REPROCELL Launches StemEdit: AI-Designed Gene Editing System and iPSC Product Lines for Clinical Use

The new open source gene editing services are ready to help iPSC developers create off-the-shelf allogeneic cell therapies at scale.

Key findings

  • REPROCELL has launched StemEdit, a new set of clinical gene editing services and gene-edited induced pluripotent stem cell (iPSC) product lines.
  • It OpenCRISPR-1, an AI-designed genome editing system licensed from Profluent.
  • REPROCELL says StemEdit is built around GMP-aligned workflows and documentation aimed at clinical and regulatory use.

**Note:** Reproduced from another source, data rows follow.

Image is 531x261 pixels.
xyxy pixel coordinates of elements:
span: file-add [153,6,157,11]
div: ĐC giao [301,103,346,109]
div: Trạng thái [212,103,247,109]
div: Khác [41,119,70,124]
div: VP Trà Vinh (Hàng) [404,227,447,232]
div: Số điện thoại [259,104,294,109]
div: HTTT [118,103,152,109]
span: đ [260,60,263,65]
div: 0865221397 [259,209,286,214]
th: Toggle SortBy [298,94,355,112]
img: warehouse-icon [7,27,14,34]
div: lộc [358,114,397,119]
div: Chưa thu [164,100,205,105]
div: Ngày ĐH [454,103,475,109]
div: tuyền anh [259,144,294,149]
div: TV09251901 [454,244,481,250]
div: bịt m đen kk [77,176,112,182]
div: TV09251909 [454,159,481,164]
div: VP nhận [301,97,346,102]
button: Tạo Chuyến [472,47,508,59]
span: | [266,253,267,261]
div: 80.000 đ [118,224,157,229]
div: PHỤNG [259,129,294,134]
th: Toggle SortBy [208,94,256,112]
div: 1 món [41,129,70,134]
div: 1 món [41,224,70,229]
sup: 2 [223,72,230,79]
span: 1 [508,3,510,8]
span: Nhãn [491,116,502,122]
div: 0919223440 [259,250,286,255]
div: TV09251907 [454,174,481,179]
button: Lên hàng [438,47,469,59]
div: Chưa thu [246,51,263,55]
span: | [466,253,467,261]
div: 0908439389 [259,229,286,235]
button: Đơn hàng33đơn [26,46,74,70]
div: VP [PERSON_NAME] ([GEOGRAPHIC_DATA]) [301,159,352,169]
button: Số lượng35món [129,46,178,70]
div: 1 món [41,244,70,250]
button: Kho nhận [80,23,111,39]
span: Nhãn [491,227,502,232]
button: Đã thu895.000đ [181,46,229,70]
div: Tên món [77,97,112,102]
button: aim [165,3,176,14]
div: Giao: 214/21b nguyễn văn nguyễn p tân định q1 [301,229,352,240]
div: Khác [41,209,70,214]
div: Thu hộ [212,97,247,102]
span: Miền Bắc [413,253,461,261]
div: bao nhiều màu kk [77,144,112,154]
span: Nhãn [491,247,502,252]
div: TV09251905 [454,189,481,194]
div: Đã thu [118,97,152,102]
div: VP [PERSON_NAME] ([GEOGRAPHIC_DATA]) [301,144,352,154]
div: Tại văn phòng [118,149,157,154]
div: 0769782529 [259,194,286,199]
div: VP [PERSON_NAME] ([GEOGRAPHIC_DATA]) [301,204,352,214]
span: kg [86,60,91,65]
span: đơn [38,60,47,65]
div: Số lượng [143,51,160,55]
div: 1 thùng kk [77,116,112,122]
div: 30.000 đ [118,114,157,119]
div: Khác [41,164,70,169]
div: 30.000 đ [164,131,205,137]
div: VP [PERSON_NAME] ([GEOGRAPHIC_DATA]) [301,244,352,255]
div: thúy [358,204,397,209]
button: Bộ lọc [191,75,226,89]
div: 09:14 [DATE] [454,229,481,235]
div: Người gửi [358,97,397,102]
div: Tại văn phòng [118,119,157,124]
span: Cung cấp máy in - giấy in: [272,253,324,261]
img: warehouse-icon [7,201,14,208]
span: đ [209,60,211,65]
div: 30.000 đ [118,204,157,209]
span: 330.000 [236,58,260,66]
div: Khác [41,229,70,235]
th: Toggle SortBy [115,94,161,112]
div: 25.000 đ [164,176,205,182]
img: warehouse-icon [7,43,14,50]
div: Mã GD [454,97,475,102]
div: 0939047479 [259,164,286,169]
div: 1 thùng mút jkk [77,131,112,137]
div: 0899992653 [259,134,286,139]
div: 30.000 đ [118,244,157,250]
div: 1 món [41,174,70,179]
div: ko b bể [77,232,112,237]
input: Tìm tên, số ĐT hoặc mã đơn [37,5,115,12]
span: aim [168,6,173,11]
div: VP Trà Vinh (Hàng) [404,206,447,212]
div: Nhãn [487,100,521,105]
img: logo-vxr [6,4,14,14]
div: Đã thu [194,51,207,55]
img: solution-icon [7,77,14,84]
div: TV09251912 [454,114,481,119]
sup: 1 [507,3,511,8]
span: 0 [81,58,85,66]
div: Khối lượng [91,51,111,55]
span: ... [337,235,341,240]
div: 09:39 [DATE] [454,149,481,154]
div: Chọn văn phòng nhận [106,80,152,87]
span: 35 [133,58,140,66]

REPROCELL has launched StemEdit, a new set of clinical gene-editing services and gene-edited induced pluripotent stem cell (iPSC) product lines that use OpenCRISPR-1, an AI-designed genome-editing system licensed from Profluent.

What’s StemEdit?

StemEdit is REPROCELL’s advanced genome editing platform for iPSCs, which developers can use to kick-start gene-edited stem cell programs from early research to clinical development. It combines their StemRNA Clinical iPSC Seed Clones with OpenCRISPR-1-enabled engineering workflows.

What’s OpenCRISPR-1?

OpenCRISPR-1 is an open-source, AI-powered gene editing platform that allows for precise editing of the human genome from scratch. Profluent says this includes everything from precisely tuning existing CRISPR scaffolds to creating entirely novel editing systems. You can request access to OpenCRISPR here.

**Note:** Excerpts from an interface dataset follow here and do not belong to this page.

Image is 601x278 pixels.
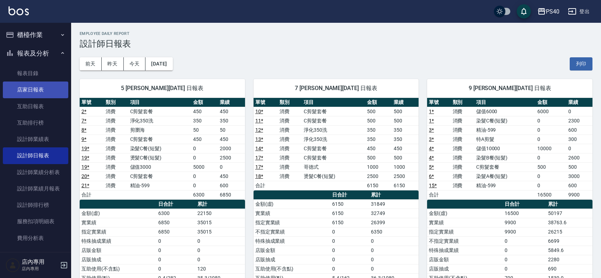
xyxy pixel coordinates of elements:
[3,98,68,114] a: 互助日報表
[145,57,172,70] button: [DATE]
[369,227,418,236] td: 6350
[191,125,218,134] td: 50
[128,125,192,134] td: 剪瀏海
[191,116,218,125] td: 350
[503,264,546,273] td: 0
[546,245,592,255] td: 5849.6
[218,144,245,153] td: 2000
[427,208,503,218] td: 金額(虛)
[191,144,218,153] td: 0
[128,181,192,190] td: 精油-599
[218,162,245,171] td: 0
[369,264,418,273] td: 0
[392,144,418,153] td: 450
[474,125,535,134] td: 精油-599
[566,98,592,107] th: 業績
[302,134,365,144] td: 淨化350洗
[104,98,128,107] th: 類別
[156,245,196,255] td: 0
[302,162,365,171] td: 哥德式
[392,107,418,116] td: 500
[104,153,128,162] td: 消費
[427,264,503,273] td: 店販抽成
[218,98,245,107] th: 業績
[128,134,192,144] td: C剪髮套餐
[451,116,474,125] td: 消費
[566,116,592,125] td: 2300
[156,264,196,273] td: 0
[254,227,330,236] td: 不指定實業績
[80,218,156,227] td: 實業績
[156,218,196,227] td: 6850
[128,153,192,162] td: 燙髮C餐(短髮)
[330,264,369,273] td: 0
[302,98,365,107] th: 項目
[3,164,68,180] a: 設計師業績分析表
[503,227,546,236] td: 9900
[535,171,566,181] td: 0
[196,227,245,236] td: 35015
[566,107,592,116] td: 0
[278,134,302,144] td: 消費
[218,181,245,190] td: 600
[451,144,474,153] td: 消費
[218,125,245,134] td: 50
[330,227,369,236] td: 0
[262,85,410,92] span: 7 [PERSON_NAME][DATE] 日報表
[427,98,450,107] th: 單號
[218,134,245,144] td: 450
[330,255,369,264] td: 0
[392,171,418,181] td: 2500
[302,144,365,153] td: C剪髮套餐
[104,144,128,153] td: 消費
[392,181,418,190] td: 6150
[451,134,474,144] td: 消費
[546,218,592,227] td: 38763.6
[535,116,566,125] td: 0
[451,153,474,162] td: 消費
[88,85,236,92] span: 5 [PERSON_NAME][DATE] 日報表
[369,255,418,264] td: 0
[3,65,68,81] a: 報表目錄
[278,171,302,181] td: 消費
[566,144,592,153] td: 0
[302,116,365,125] td: C剪髮套餐
[196,208,245,218] td: 22150
[392,98,418,107] th: 業績
[369,208,418,218] td: 32749
[278,116,302,125] td: 消費
[104,134,128,144] td: 消費
[3,197,68,213] a: 設計師排行榜
[3,230,68,246] a: 費用分析表
[365,125,392,134] td: 350
[474,107,535,116] td: 儲值6000
[535,153,566,162] td: 0
[196,245,245,255] td: 0
[3,131,68,147] a: 設計師業績表
[254,208,330,218] td: 實業績
[365,98,392,107] th: 金額
[365,153,392,162] td: 500
[104,181,128,190] td: 消費
[254,245,330,255] td: 店販金額
[80,227,156,236] td: 指定實業績
[254,98,419,190] table: a dense table
[566,181,592,190] td: 600
[474,144,535,153] td: 儲值10000
[128,98,192,107] th: 項目
[128,116,192,125] td: 淨化350洗
[128,171,192,181] td: C剪髮套餐
[218,153,245,162] td: 2500
[196,218,245,227] td: 35015
[278,162,302,171] td: 消費
[80,31,592,36] h2: Employee Daily Report
[474,98,535,107] th: 項目
[196,255,245,264] td: 0
[80,190,104,199] td: 合計
[191,98,218,107] th: 金額
[191,107,218,116] td: 450
[535,134,566,144] td: 0
[369,190,418,199] th: 累計
[302,153,365,162] td: C剪髮套餐
[427,190,450,199] td: 合計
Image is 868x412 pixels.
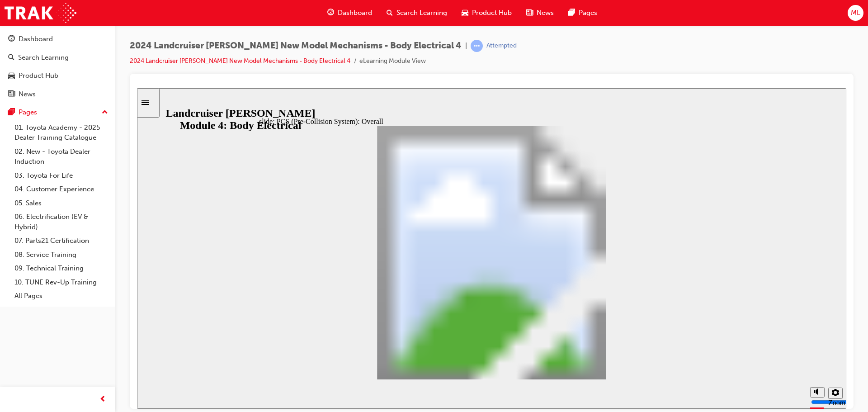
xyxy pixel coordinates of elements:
span: ML [851,7,861,18]
div: Dashboard [19,34,53,44]
span: 2024 Landcruiser [PERSON_NAME] New Model Mechanisms - Body Electrical 4 [130,41,462,51]
span: news-icon [526,7,533,19]
span: pages-icon [568,7,575,19]
a: Product Hub [4,68,112,84]
button: Mute (Ctrl+Alt+M) [673,299,687,309]
span: guage-icon [8,35,15,43]
a: 04. Customer Experience [11,182,112,196]
a: pages-iconPages [561,4,604,22]
span: car-icon [462,7,468,19]
a: 09. Technical Training [11,261,112,275]
li: eLearning Module View [359,56,426,66]
a: 08. Service Training [11,248,112,262]
a: 01. Toyota Academy - 2025 Dealer Training Catalogue [11,121,112,145]
span: prev-icon [99,394,106,405]
input: volume [674,310,733,318]
a: 07. Parts21 Certification [11,234,112,248]
div: misc controls [669,291,705,321]
a: 10. TUNE Rev-Up Training [11,275,112,289]
span: car-icon [8,72,15,80]
a: 02. New - Toyota Dealer Induction [11,145,112,169]
span: Pages [579,7,597,18]
a: Dashboard [4,31,112,48]
a: search-iconSearch Learning [379,4,454,22]
div: Search Learning [18,53,69,63]
img: Trak [4,2,76,23]
span: Search Learning [396,7,447,18]
a: 06. Electrification (EV & Hybrid) [11,210,112,234]
span: learningRecordVerb_ATTEMPT-icon [471,40,483,52]
a: car-iconProduct Hub [454,4,519,22]
div: News [19,89,36,99]
div: Pages [19,107,37,117]
button: Settings [691,299,706,311]
a: News [4,86,112,102]
button: Pages [4,104,112,121]
a: guage-iconDashboard [320,4,379,22]
a: All Pages [11,289,112,303]
span: News [537,7,554,18]
span: Product Hub [472,7,512,18]
span: search-icon [8,54,14,62]
span: guage-icon [328,7,334,19]
a: 2024 Landcruiser [PERSON_NAME] New Model Mechanisms - Body Electrical 4 [130,57,351,65]
label: Zoom to fit [691,311,709,334]
a: 05. Sales [11,196,112,210]
div: Attempted [486,42,517,50]
span: search-icon [387,7,393,19]
a: news-iconNews [519,4,561,22]
span: up-icon [102,107,108,119]
a: Search Learning [4,49,112,66]
span: pages-icon [8,109,15,117]
span: | [465,41,467,51]
span: news-icon [8,91,15,99]
a: 03. Toyota For Life [11,169,112,182]
button: DashboardSearch LearningProduct HubNews [4,29,112,104]
button: ML [848,5,864,21]
div: Product Hub [19,71,58,81]
span: Dashboard [338,7,372,18]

REPROCELL says the approach is GMP-aligned, traceable, ready for immediate use, and early reports are showing:

  • high editing efficiency
  • reduced off-target activity (unintended edits elsewhere in the genome)
  • lower predicted immunogenicity (lower likelihood of triggering an immune response) in human cells

Intended use: allogeneic, off-the-shelf cell therapy development

StemEdit services and iPSC product lines are designed to support allogeneic (donor-derived) off-the-shelf cell therapy programs. The company positions the platform as offering targeting flexibility and a “licensing-friendly” alternative to more IP-encumbered CRISPR-Cas systems. The goal is to reduce intellectual property complexity and downstream commercial risk for therapy developers.